Dave Newhouse has migrated from sports and other newspaper columns to books.
The beloved Oakland Tribune sports writer and columnist wrote his last column in 2011 but writes just as much these days.
In 2011, when legendary sports reporter and columnist Dave Newhouse left the Oakland Tribune after 47 years, he was ready for a new career. And the award-winning journalist, who also wrote for Sports Illustrated and hosted a sports talk show on KNBR, has been one busy guy writing books since he turned in that last column.
The last column was a classic. Newhouse talked about his love of words and infused the prose with some memorable lines, including, “This old-school newspaperman, misplaced in a world of texters, tweeters, and bloggers, is exiting before the gigabytes start to bite.”
Newhouse, 77, a longtime Oaklander, is a tall, engaging man with a self-effacing warmth and strong sense of optimism. He has an easy smile, yet behind the affable manner, he conveys a certain toughness cultivated, he said, to deal with sometimes enigmatic sports personalities.
“Some were great, and some were downright nasty, or putting the best face on it, difficult. To get good interviews, particularly with some of the iconic sports figures, you had to build trust. It took time,” he said over coffee in Montclair recently. “Being a journalist, you were always up against inherent skepticism, and so sometimes, it was like pulling teeth, as they say, to get them to talk to you.”
With the column’s demise, Newhouse, who by then had authored nine books, made it clear and that he was not retiring, only leaving his day job.
“People would always ask, ‘What are you going to do with yourself? How are you going to fill your time with no job to come to every day?’ And, more importantly, ‘How will you know who you are, what your identity is, without that daily column?’”
But he has embraced the new era. “It’s exciting,” he said of writing. “I sometimes get up at 5 in the morning, grab a muffin—no coffee—and go down stairs to my den, settle in at my desk, and before I know it, it’s 7 in the evening and I’m still in my pajamas.”
Newhouse was born in Menlo Park at the tail end of the Depression, the son of an abusive alcoholic father. He grew up wondering what he was gong to do with his life, though he had a vague fantasy of being a sportscaster someday. After graduating from Menlo-Atherton High School, he spent a couple of years at Santa Rosa Junior College, but in 1957 quit and joined the Air Force for a four-year stint. While stationed in Laon, France, a small, picturesque city northeast of Paris, Newhouse covered his first baseball game for the weekly base newspaper. He liked covering sports enough to major in journalism at San Jose State University.
He married Patsy Lewis, a transplant from Ely, Nevada, in 1964, the same year he started at the Tribune. They had two sons, Casey and Chad, with tragedy striking in 2012 when Chad took his own life. The grieving was long and painful. Book writing became therapy for Newhouse.
That was when Newhouse began working on Founding 49ers: The Dark Days Before the Dynasty, one of the most comprehensive books ever written about the early days of a major football team before the team was a major football team. Chock-full of incredible details and facts, it is set in the post war era of the 1940s, when the team was a fledgling local club. At the center of the book is Louis G. Spadia, the son of Italian immigrants whose meteoric rise—beginning in 1946 from a series of menial jobs to general manager of the 49ers and then to club president and eventually on to part owner—reads like a Horatio Alger success story.
Spadia brought the club a long way and ultimately to National Football League acceptance after years of rejection and held the presidency until 1977 when he was demoted with the DeBartolos purchase of the franchise. At 91, Spadia implored Newhouse to write his memoir, but Newhouse demurred—until Spadia’s daughter Louise asked him to reconsider and wouldn’t accept anything but a yes.
“She sweet talked me,” Newhouse said.
Newhouse got in two interviews with Spadia before he died at 92 in 2013. The book took him 2½ years to complete and includes numerous interviews and hundreds of hours of research. At the same time, Newhouse was working on a biography of and with Lou Campanelli, the former controversial coach of the Cal basketball team. Both books came out 2015.
Newhouse is now hard at work on a book about a woman who adopts horses who would otherwise be euthanized and a biography of Edward “Slip” Madigan, the head coach of Saint Mary’s College who was suddenly fired in 1939.
Newhouse seems to have a soft spot for the rise and fall of noble spirits of the sports world. In many ways, his own story is similar to Spadia’s: By resolve, he developed a passion for what he ended up doing with his life and climbed that ladder to the pinnacle of his profession, which Newhouse said he hopes to continue his into his 90s.
Published online on Dec. 22, 2016 at 8:00 a.m.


Assignment: Please copy every line from the records below that contains the string "only".

Start of Data for review

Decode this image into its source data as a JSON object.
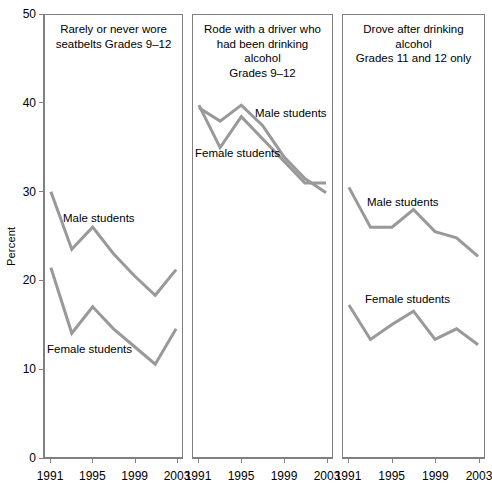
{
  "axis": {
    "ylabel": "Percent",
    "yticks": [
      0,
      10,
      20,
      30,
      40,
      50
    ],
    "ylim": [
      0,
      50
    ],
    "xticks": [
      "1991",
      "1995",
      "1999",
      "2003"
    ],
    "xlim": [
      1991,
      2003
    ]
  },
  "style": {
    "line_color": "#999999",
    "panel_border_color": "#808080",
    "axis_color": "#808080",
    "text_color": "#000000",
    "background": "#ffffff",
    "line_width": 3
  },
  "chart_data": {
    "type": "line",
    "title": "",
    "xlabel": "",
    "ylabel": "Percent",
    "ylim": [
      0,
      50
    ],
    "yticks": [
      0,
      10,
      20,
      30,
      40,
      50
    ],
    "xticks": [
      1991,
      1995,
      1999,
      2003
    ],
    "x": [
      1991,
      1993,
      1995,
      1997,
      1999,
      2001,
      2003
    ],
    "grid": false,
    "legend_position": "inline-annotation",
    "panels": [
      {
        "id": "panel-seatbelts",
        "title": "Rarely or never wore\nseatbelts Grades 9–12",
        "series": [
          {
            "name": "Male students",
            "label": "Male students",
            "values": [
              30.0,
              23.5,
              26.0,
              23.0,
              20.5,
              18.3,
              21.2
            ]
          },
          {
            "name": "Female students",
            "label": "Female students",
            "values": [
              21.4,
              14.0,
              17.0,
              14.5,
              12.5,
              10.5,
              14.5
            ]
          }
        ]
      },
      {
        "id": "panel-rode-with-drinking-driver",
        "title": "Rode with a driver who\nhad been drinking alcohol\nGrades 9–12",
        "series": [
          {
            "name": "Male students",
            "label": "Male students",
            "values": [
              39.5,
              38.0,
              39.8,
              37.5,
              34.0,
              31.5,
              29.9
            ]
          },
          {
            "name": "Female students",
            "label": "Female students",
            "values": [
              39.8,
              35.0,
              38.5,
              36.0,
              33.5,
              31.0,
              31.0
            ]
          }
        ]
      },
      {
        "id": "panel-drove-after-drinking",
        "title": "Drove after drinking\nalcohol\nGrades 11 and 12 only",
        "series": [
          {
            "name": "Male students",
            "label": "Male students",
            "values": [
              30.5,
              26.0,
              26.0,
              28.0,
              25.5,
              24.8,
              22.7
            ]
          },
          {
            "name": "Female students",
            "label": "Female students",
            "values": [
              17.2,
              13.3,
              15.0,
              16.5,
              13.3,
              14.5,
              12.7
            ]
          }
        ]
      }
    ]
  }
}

End of Data for review
Start of Data for review

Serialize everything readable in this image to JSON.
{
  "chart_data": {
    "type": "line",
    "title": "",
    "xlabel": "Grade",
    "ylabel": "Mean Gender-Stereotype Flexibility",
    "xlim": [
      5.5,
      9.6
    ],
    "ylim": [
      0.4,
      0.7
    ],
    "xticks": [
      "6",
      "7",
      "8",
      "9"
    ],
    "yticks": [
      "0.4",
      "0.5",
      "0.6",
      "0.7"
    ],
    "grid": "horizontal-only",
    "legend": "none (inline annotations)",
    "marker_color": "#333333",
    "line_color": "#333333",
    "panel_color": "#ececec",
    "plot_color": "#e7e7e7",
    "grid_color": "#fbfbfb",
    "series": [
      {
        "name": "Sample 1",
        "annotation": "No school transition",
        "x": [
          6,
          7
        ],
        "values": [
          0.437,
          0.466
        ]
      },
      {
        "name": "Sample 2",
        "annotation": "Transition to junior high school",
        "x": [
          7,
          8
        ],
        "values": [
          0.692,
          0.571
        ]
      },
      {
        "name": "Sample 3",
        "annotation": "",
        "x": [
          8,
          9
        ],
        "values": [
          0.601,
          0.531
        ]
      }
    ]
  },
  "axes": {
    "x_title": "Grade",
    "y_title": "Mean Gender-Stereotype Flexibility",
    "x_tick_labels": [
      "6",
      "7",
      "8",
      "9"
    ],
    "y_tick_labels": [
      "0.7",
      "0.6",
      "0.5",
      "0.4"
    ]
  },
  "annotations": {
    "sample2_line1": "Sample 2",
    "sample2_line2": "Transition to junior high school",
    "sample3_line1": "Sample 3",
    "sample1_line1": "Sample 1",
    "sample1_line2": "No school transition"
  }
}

End of Data for review
Start of Data for review

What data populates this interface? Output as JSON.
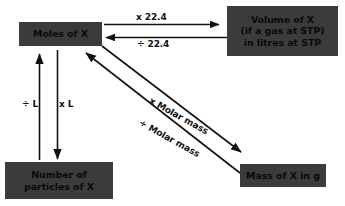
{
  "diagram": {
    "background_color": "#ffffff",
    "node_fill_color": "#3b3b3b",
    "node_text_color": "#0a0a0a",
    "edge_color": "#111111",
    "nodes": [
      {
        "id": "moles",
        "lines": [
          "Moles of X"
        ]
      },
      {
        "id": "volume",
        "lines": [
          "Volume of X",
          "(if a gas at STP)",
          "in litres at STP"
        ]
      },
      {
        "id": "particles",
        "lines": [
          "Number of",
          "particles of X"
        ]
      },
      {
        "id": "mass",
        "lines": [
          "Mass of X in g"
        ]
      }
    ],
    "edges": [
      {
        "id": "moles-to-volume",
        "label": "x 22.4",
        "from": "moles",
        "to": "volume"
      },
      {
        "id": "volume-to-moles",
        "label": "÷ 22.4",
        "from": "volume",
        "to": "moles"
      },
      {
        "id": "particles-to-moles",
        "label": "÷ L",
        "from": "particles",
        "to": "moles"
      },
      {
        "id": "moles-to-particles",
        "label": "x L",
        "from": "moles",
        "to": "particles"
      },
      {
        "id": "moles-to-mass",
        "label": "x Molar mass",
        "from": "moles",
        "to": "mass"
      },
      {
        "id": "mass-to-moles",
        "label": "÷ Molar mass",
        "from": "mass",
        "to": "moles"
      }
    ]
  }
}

End of Data for review

Solution:
        "title": "Drove after drinking\nalcohol\nGrades 11 and 12 only",
    "grid": "horizontal-only",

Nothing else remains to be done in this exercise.